The biggest breakthrough in food security could come in boosting rice yields, the staple for many countries in the developing world.

Hybrid varieties that can tolerate flooding, drought, higher temperatures and salt water are all now being developed – by private companies and through publicly funded organisations such as the International Rice Research Institute in the Philippines, which is part of the Consultative Group on International Agricultural Research.

One project, funded by the Bill & Melinda Gates Foundation, is attempting to boost the rate of photosynthesis in rice plants, but scientists say it could take 20 years before a commercial variety is available.

Meanwhile, on the agro-ecological side, the System of Rice Intensification (SRI) is gaining ground throughout Asia and parts of Africa.

“SRI was not invented by scientists, but its results speak for themselves,” says Sudeep Karki, from the Norwegian University of Life Sciences and an SRI specialist in Nepal. “SRI is the counterpart in agricultural development of a viral idea in social media, imposing its way from the ground to the top.”

A central element of SRI is that rice seedlings are not propagated in a continuously flooded field, says Norman Uphoff, a professor of government and international agriculture at Cornell University and a senior adviser at SRI-Rice, an international network and resource centre coordinating and publishing reports on SRI methodologies.

Only one seedling is planted per “hill”, in a wide, square-grid pattern in good quality soil, which is kept moist but not wet, and with enough organic material to support increasing biological activity.
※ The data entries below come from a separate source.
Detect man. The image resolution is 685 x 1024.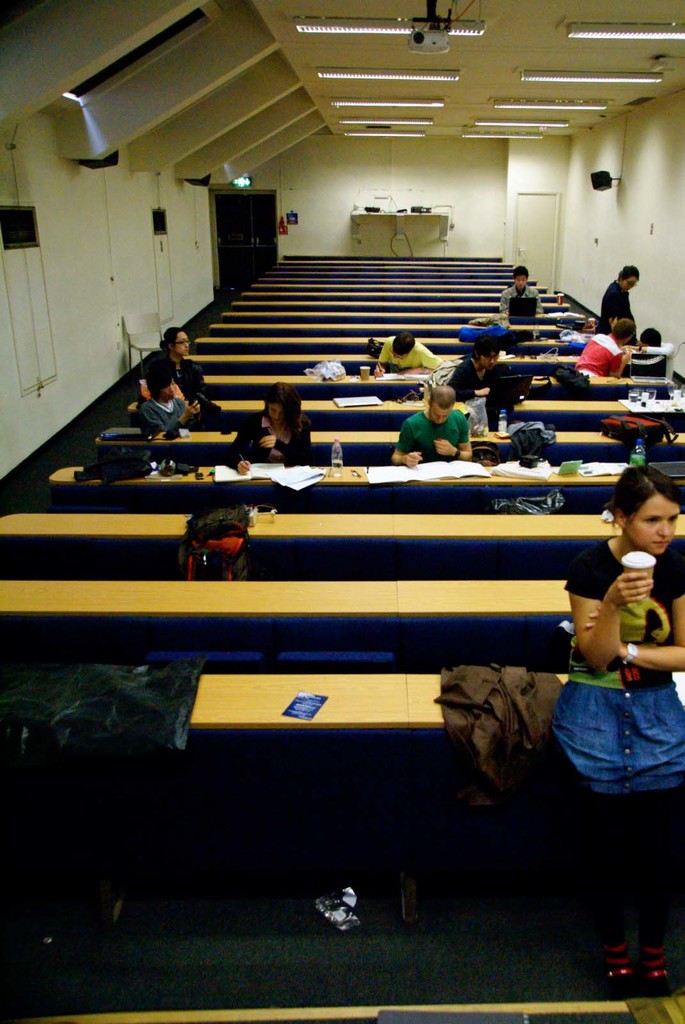
detection(618, 319, 674, 381).
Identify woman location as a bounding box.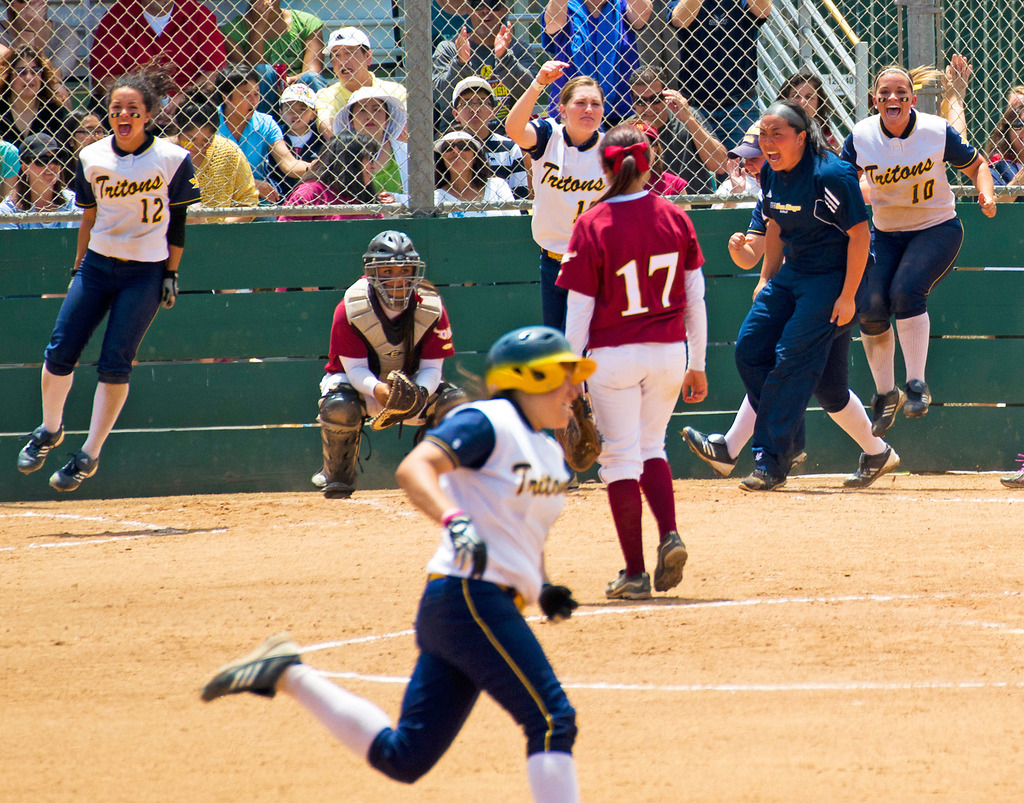
region(211, 54, 310, 207).
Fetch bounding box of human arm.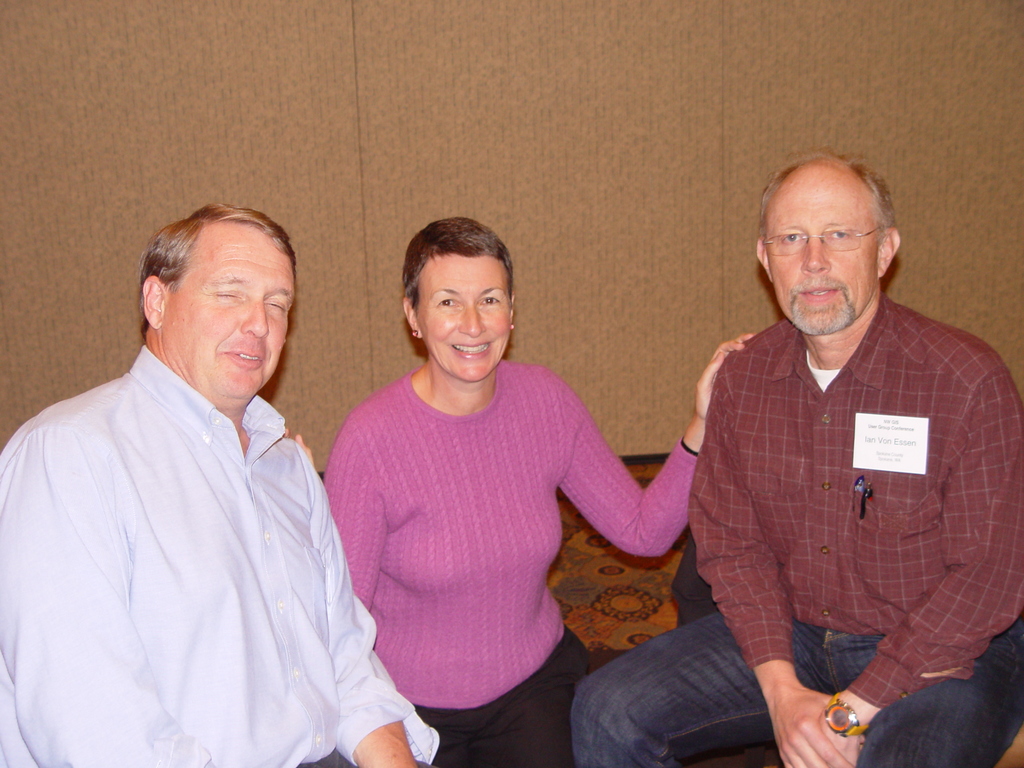
Bbox: select_region(687, 373, 868, 767).
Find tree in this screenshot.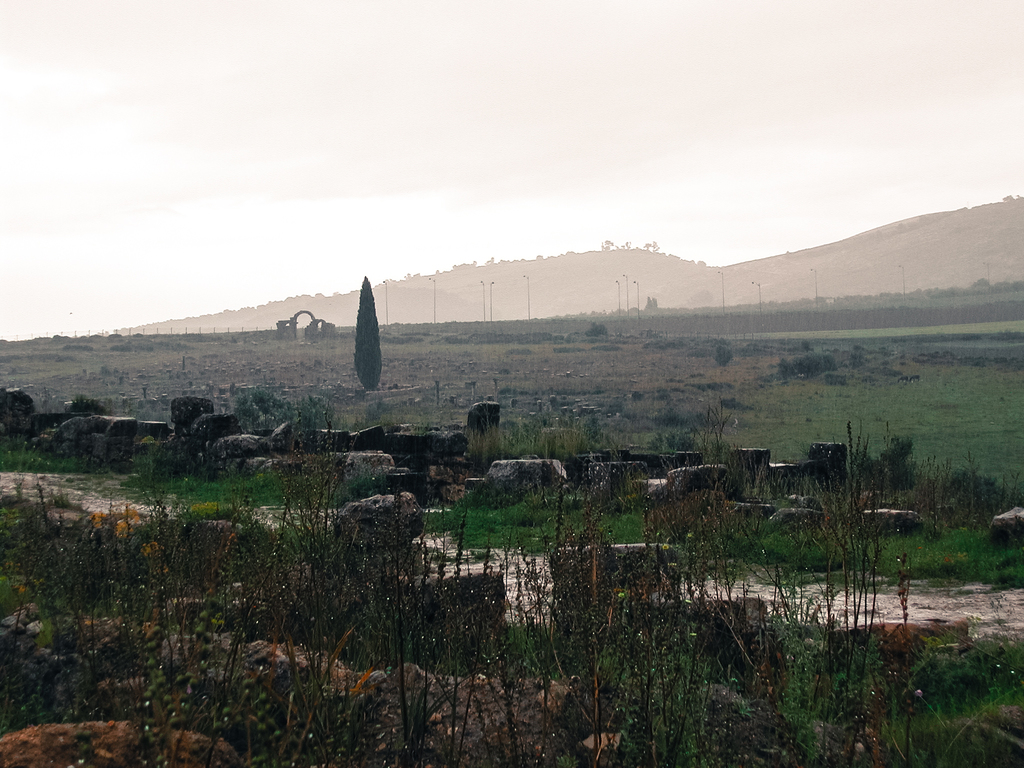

Well-tended, rich soil is the basis of good SRI productivity, and the wide spacing avoids competition, encouraging larger root and canopy growth.

First put forward in the 1980s by a Jesuit priest in Madagascar, under the premise that “less is more”, SRI is now promoted by governments in China, India, Indonesia, Cambodia and Vietnam, and the spread is accelerating, says Uphoff.

Uphoff is spearheading research on adapting the same methods to wheat cultivation. He says a big part of the success of SRI comes from the roots of the crops. More fully developed root systems make crops more resilient in times of drought, because the plant can access moisture deeper in the soil.

Another successful agro-ecological method is “push-pull” technology for integrated pest, weed and soil management. To date, more than 25,000 smallholder farmers in East Africa have adopted the method and maize yields have increased threefold. The technology is based on locally available plants and involves intercropping maize with a repellent plant – whose chemical composition drives pests away – and an attractive trap plant that serves as a border crop to host and withstand attack, explains Prof Zeyaur Khan, an entomologist with the International Centre of Insect Physiology and Ecology.

Peer learning

Research began in 1997 with farm trials that were then disseminated by training a network of farmer-teachers that involved thousands of smallholder farmers testing and experiencing the push-pull technology on their own farms.

Critical to the effort was advanced biotechnology involving molecular testing on the nature of the plant chemicals attracting and repelling stemborer moths. “This involved very high level research applying biotechnology to farmer field school practices,” says Icrofs’ Halberg.

“We could work miracles,” he adds. “But it means smallholder farmers have to become a part of the innovative system – rather than passive receivers of blanket technology which they may not even afford.”

Ultimately, what Halberg and others say is needed is an approach that moves away from the hard-line ideology of an organic-versus-biotech debate. At present there’s a paucity of funds for agro-ecological research. That needs to change – and then, perhaps, the best features from all agricultural systems, and biotechnology, can be utilised in a multifaceted approach, based on complementary ideas from each camp.

It will involve not just biologists, agronomists and farmers, but also ecologists, policymakers and social scientists. A hybrid system will emerge, and when it does, the world may just be able to produce more food at affordable prices – while reducing environmental risk and ensuring farmers’ livelihoods.